View attachment 123724
Thanks so much. Very helpful. I was hoping you had a visual already prepared.
 
I no longer purchase filters online. Not because of counterfeits, although now that's a concern too, but because the last few times, some were damaged. I prefer to walk into an AAP, Napa, O'Reilly or AZone for this part. It doesn't matter to me whether it's OEM or not.
 
Did you verify the pleat ends were not glued on the Purolators? I have verified on the Toyota filters, and each pleat end was glued together.
That glue is neat, uniform, and easy to see at the end of every pleat in the Denso (Toyota) version. No glue there in the Purolator version.
Also, the resin sealing surfaces near the center of each end, which need to seal against the ends of the housing, were lumpy. Maybe those bumps would compress enough not to allow leakage through that path. Not too impressive overall!
These were L16311 filters in an Advance Auto store, maybe 3 or 4 years ago. Totally different design from the 2012-vintage L16311 filters I bought earlier (which had a different defect). Advance's price was higher than corresponding genuine Denso from some dealers.
 
That glue is neat, uniform, and easy to see at the end of every pleat in the Denso (Toyota) version. No glue there in the Purolator version.
Maybe it's deeper down into the end of the pleat and not that visible on the outside. Did you tear the pleat ends apart to see if they were glued? I'd think Purolator has been in the oil filter game long enough to not overlook such a basic thing in oil filter design. Or maybe is was a manufacturing error ... the pleat end glue machine was messed up or not looked after by a guy in the factory - ?. 🤷‍♂️
 
Maybe it's deeper down into the end of the pleat and not that visible on the outside. Did you tear the pleat ends apart to see if they were glued? ...

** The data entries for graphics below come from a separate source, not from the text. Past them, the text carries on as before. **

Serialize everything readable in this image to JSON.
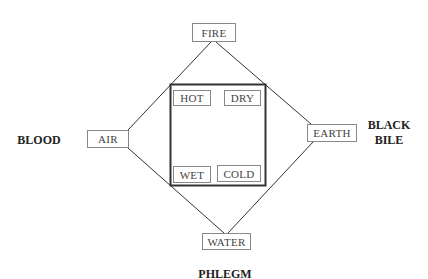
{
  "diagram": {
    "title": "",
    "elements": {
      "fire": "FIRE",
      "air": "AIR",
      "earth": "EARTH",
      "water": "WATER"
    },
    "qualities": {
      "hot": "HOT",
      "dry": "DRY",
      "wet": "WET",
      "cold": "COLD"
    },
    "humors": {
      "blood": "BLOOD",
      "black_bile_line1": "BLACK",
      "black_bile_line2": "BILE",
      "phlegm": "PHLEGM"
    },
    "colors": {
      "line": "#333333",
      "box_border": "#888888",
      "square_border": "#333333",
      "text": "#444444",
      "humor_text": "#222222"
    }
  }
}
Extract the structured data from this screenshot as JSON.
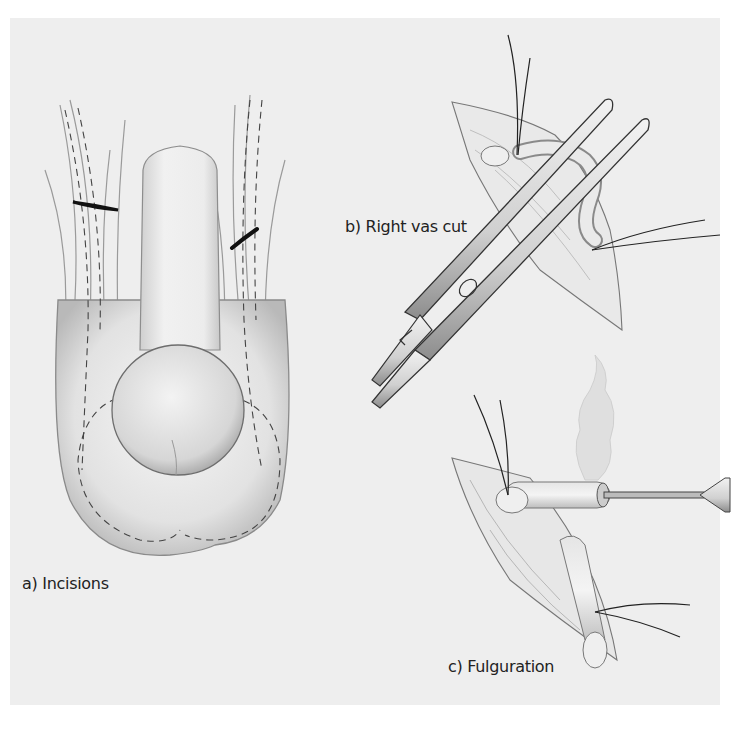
{
  "figure": {
    "panels": [
      {
        "id": "a",
        "caption": "a) Incisions"
      },
      {
        "id": "b",
        "caption": "b) Right vas cut"
      },
      {
        "id": "c",
        "caption": "c) Fulguration"
      }
    ],
    "colors": {
      "background": "#eeeeee",
      "page": "#ffffff",
      "ink": "#2a2a2a"
    }
  }
}
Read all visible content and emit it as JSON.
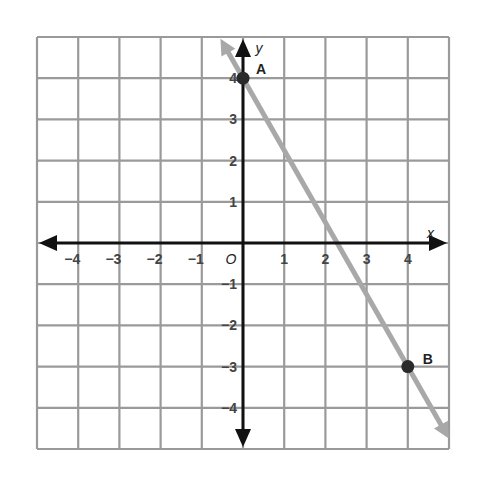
{
  "chart_data": {
    "type": "line",
    "title": "",
    "xlabel": "x",
    "ylabel": "y",
    "xlim": [
      -5,
      5
    ],
    "ylim": [
      -5,
      5
    ],
    "grid": true,
    "x_ticks": [
      "-4",
      "-3",
      "-2",
      "-1",
      "1",
      "2",
      "3",
      "4"
    ],
    "y_ticks": [
      "4",
      "3",
      "2",
      "1",
      "-1",
      "-2",
      "-3",
      "-4"
    ],
    "origin_label": "O",
    "points": [
      {
        "label": "A",
        "x": 0,
        "y": 4
      },
      {
        "label": "B",
        "x": 4,
        "y": -3
      }
    ],
    "line": {
      "slope": -1.75,
      "intercept": 4,
      "through": [
        "A",
        "B"
      ],
      "color": "#a8a8a8"
    },
    "colors": {
      "grid": "#9a9a9a",
      "axis": "#111111",
      "line": "#a8a8a8",
      "point": "#2a2a2a"
    }
  }
}
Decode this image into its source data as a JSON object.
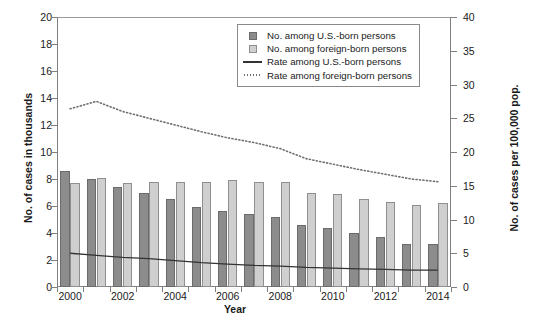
{
  "axes": {
    "left": {
      "title": "No. of cases in thousands",
      "ticks": [
        "0",
        "2",
        "4",
        "6",
        "8",
        "10",
        "12",
        "14",
        "16",
        "18",
        "20"
      ],
      "min": 0,
      "max": 20,
      "step": 2
    },
    "right": {
      "title": "No. of cases per 100,000 pop.",
      "ticks": [
        "0",
        "5",
        "10",
        "15",
        "20",
        "25",
        "30",
        "35",
        "40"
      ],
      "min": 0,
      "max": 40,
      "step": 5
    },
    "x": {
      "title": "Year",
      "ticks": [
        "2000",
        "2002",
        "2004",
        "2006",
        "2008",
        "2010",
        "2012",
        "2014"
      ]
    }
  },
  "legend": {
    "items": [
      {
        "label": "No. among U.S.-born persons",
        "key": "swatch-dark",
        "color": "#8c8c8c"
      },
      {
        "label": "No. among foreign-born persons",
        "key": "swatch-light",
        "color": "#cfcfcf"
      },
      {
        "label": "Rate among U.S.-born persons",
        "key": "line-solid",
        "color": "#333333"
      },
      {
        "label": "Rate among foreign-born persons",
        "key": "line-dotted",
        "color": "#6f6f6f"
      }
    ]
  },
  "chart_data": {
    "type": "bar",
    "title": "",
    "xlabel": "Year",
    "ylabel": "No. of cases in thousands",
    "y2label": "No. of cases per 100,000 pop.",
    "ylim": [
      0,
      20
    ],
    "y2lim": [
      0,
      40
    ],
    "grid": false,
    "legend_position": "top-right",
    "categories": [
      "2000",
      "2001",
      "2002",
      "2003",
      "2004",
      "2005",
      "2006",
      "2007",
      "2008",
      "2009",
      "2010",
      "2011",
      "2012",
      "2013",
      "2014"
    ],
    "series": [
      {
        "name": "No. among U.S.-born persons",
        "type": "bar",
        "axis": "left",
        "unit": "thousands of cases",
        "color": "#8c8c8c",
        "values": [
          8.6,
          8.0,
          7.4,
          7.0,
          6.5,
          5.9,
          5.6,
          5.4,
          5.2,
          4.6,
          4.4,
          4.0,
          3.7,
          3.2,
          3.2
        ]
      },
      {
        "name": "No. among foreign-born persons",
        "type": "bar",
        "axis": "left",
        "unit": "thousands of cases",
        "color": "#cfcfcf",
        "values": [
          7.7,
          8.1,
          7.7,
          7.8,
          7.8,
          7.8,
          7.9,
          7.8,
          7.8,
          7.0,
          6.9,
          6.5,
          6.3,
          6.1,
          6.2
        ]
      },
      {
        "name": "Rate among U.S.-born persons",
        "type": "line",
        "style": "solid",
        "axis": "right",
        "unit": "cases per 100,000 pop.",
        "color": "#333333",
        "values": [
          5.0,
          4.7,
          4.4,
          4.2,
          3.9,
          3.6,
          3.4,
          3.2,
          3.1,
          2.9,
          2.8,
          2.7,
          2.6,
          2.5,
          2.5
        ]
      },
      {
        "name": "Rate among foreign-born persons",
        "type": "line",
        "style": "dotted",
        "axis": "right",
        "unit": "cases per 100,000 pop.",
        "color": "#6f6f6f",
        "values": [
          26.4,
          27.5,
          26.0,
          25.0,
          24.0,
          23.0,
          22.1,
          21.4,
          20.5,
          19.0,
          18.2,
          17.4,
          16.7,
          16.0,
          15.6
        ]
      }
    ]
  }
}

That's a remote hypothetical possibility I was curious about, but not curious enough to buy their overpriced junk to analyze at home, or risk getting thrown out of the store by tearing it apart there. I did separate a pleat end as far as I could non-destructively with my fingernails, and could not see any hint of glue. It would probably be possible to more definitively check for "deeper down" glue non-destructively by slipping a slim knife blade into a pleat end.

To fully seal, any "deeper down" glue would have to be contiguous with the ring of resin that covers the end of the filter near the center opening. That would be visible.

The volume of oil bypassing through any one such non-glued pleat end would be very small, but then there are about 80 of them, counting both ends ... Perhaps they did testing from which they concluded any leakage through the pleat ends was too slight to justify the cost of sealing them on a cheap filter with modest efficiency claim. I don't know whether the same design is still sold by Advance. Overall, it looked like a shockingly crude copy of Denso.
 
It would probably be possible to more definitively check for "deeper down" glue non-destructively by slipping a slim knife blade into a pleat end.
A toothpick would work. It would be pretty rediculous if an oil filter designer actually designed a filter like that (no end caps) without sealing the ends of the pleats.